World History Teaching and Public Education
Teaching about Religion
By Susan L. Douglass
- November 23, 1998
A second significant trend affecting world history is the widespread acceptance of teaching about religion. Guidelines for teaching about religion have been the key to restoring this content in public school classrooms, and history has become its major curricular vehicle. Among the advances in scholarship over the past two centuries, improved knowledge about the various religious traditions has been one of the most culturally significant. Of all the world’s nations, public schools in the US have probably traveled farthest along this path. This is attributable to the religious diversity of this country, and to a persistent strain of religiosity among Americans. These factors have increased awareness of religious content and its role in education. Another essential and uniquely American element is the shared realization that knowledge of the diverse faiths of fellow citizens can strengthen the civic framework of contemporary America and lessen social conflict. The trend toward including the world’s religious traditions in curriculum and textbooks has been growing over the past two decades. With the promulgation of state standards, teaching about religion has become a basic element of world history curriculum nationwide.

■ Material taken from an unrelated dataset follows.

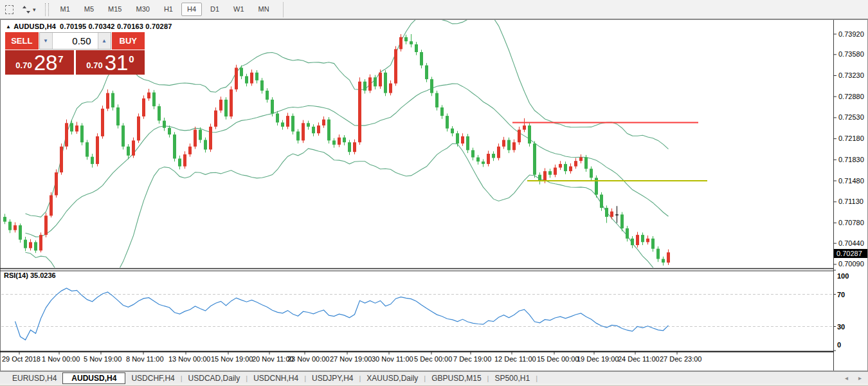  I want to click on volume-spinner: ▼ ▲, so click(75, 41).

Coverage of the human spiritual experience is widely recognized as an element of historical knowledge. The development of guidelines indicates that teaching about religion requires a special type of discussion and interpretation in order to make it valid. If the guidelines for accurate, authentic and fair presentation of a religious tradition are not followed, the focus of the subject becomes something altogether different from what was intended. An inauthentic, slanted presentation about the beliefs and teachings of a given religion in fact teaches little or nothing about the religion itself. It teaches only what those outside the tradition think about it. A discussion based on others’ religious opinions is valid only in a very narrow historical sense, such as studying the effect of one group’s ideas about another’s faith in a specific historical period, explaining episodes of religious persecution, conquest, or missionary efforts. If students expecting a neutral portrayal of beliefs and practices receive no cues that the text is based on opinion rather than a carefully nuanced and objective account, then such presentations are profoundly, though often unintentionally, dishonest. Teaching about religion involves perceptions that often seem neutral to the educator, so bias often goes unrecognized.

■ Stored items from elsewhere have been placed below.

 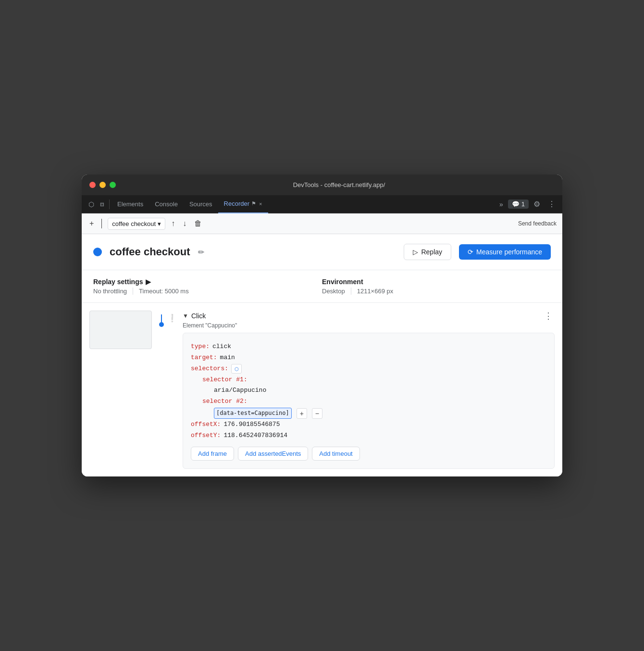 What do you see at coordinates (173, 224) in the screenshot?
I see `export-button: ↑` at bounding box center [173, 224].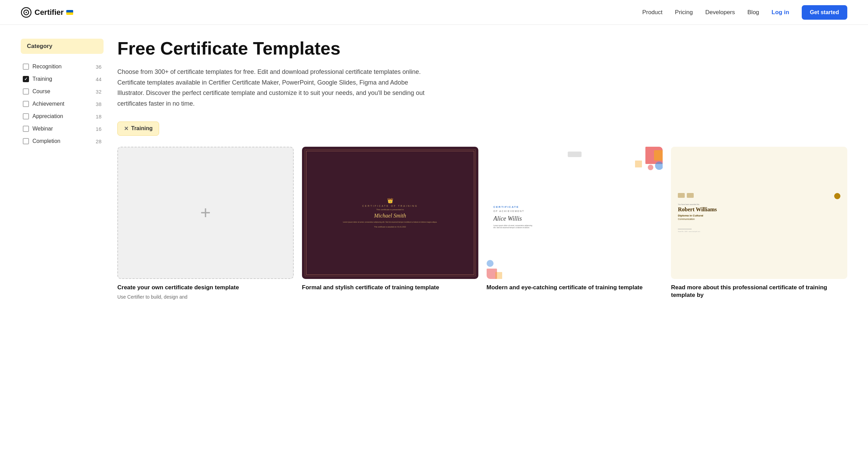 The width and height of the screenshot is (868, 474). I want to click on category-name-course: Course, so click(62, 91).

Exploring the implications of meeting such guidelines presents both challenges and opportunities. Teaching about a wide variety of religious traditions in public education, often under the eyes of these faiths’ adherents, is an excellent exercise in teaching about multiple perspectives, in recognizing and overcoming bias and oversimplification. There is surely a spillover effect to be gained in doing it properly and thoroughly, with careful attention to sound sources and scholarship. Educators and instructional material developers have struggled with presenting the basic description of world religions, delved into their scriptures and scholarly traditions, examined the changing social and political ramifications of their teachings, researched their historical and artistic influences. If teaching about religion had rendered no other benefit to history teaching than broadening coverage of social, intellectual, and artistic history, this would be enough to earn it praise. Educators, however, have also ventured into the realm of non-qualitative comparison and contrast among religions and have begun to sort through important issues of interpretation, belief and practice. They try to examine how ideas influence behavior, how religious influences combine with social status, ethnic and geographic factors, honing their students’ skills in examining and analyzing evidence, gaining appreciation for the complexity of human experience. In addition to improving their skills, students of many religions in world history classes are also building a foundation for public discourse which is essential to practicing tolerance in the civic arena and in professional life. It helps students with or without religious loyalties to gain some distance from their own convictions by discussing them with others and learning about the beliefs of others, overcoming parochialism and discovering common teachings and values as well as those that contrast with their own.
Continuing implementation of teaching about religion and developing coverage based on these guidelines will open similar opportunities to those already noted. The status of religion in world history has definitely changed from what it was several decades ago. Practice has shown that mandates to teach about world religions do not increase the tendency to proselytize in the classroom, though it has not eliminated problems concerning religious expression in some schools. In world history, teaching about religion has become a standard part of textbooks and standards, but is largely limited to five or six lessons that provide thumbnail sketches of each religion, with a few more lessons on the development of European Christianity, and scant information on modern fundamentalism. One of the most frequent critiques concerning religion is that world history survey courses often avoid the subject of religion in the modern era. Several state standards documents reflect the need to redress this omission, which gives the impression that secular modernity has supplanted religion.
Once the basic unfamiliarity with religious traditions has been overcome, historical discussion can develop beyond the initial sense of the exotic to proceed toward understanding the role of change in interpretation and practice in societies across the globe. History curriculum is not a zero sum game, particularly given adequate attention to the structure and integration of content. The idea is not to push aside other topics, but to examine another facet of history wherever appropriate, just as the addition of art and literature to history courses has not supplanted other types of information, but enhanced them.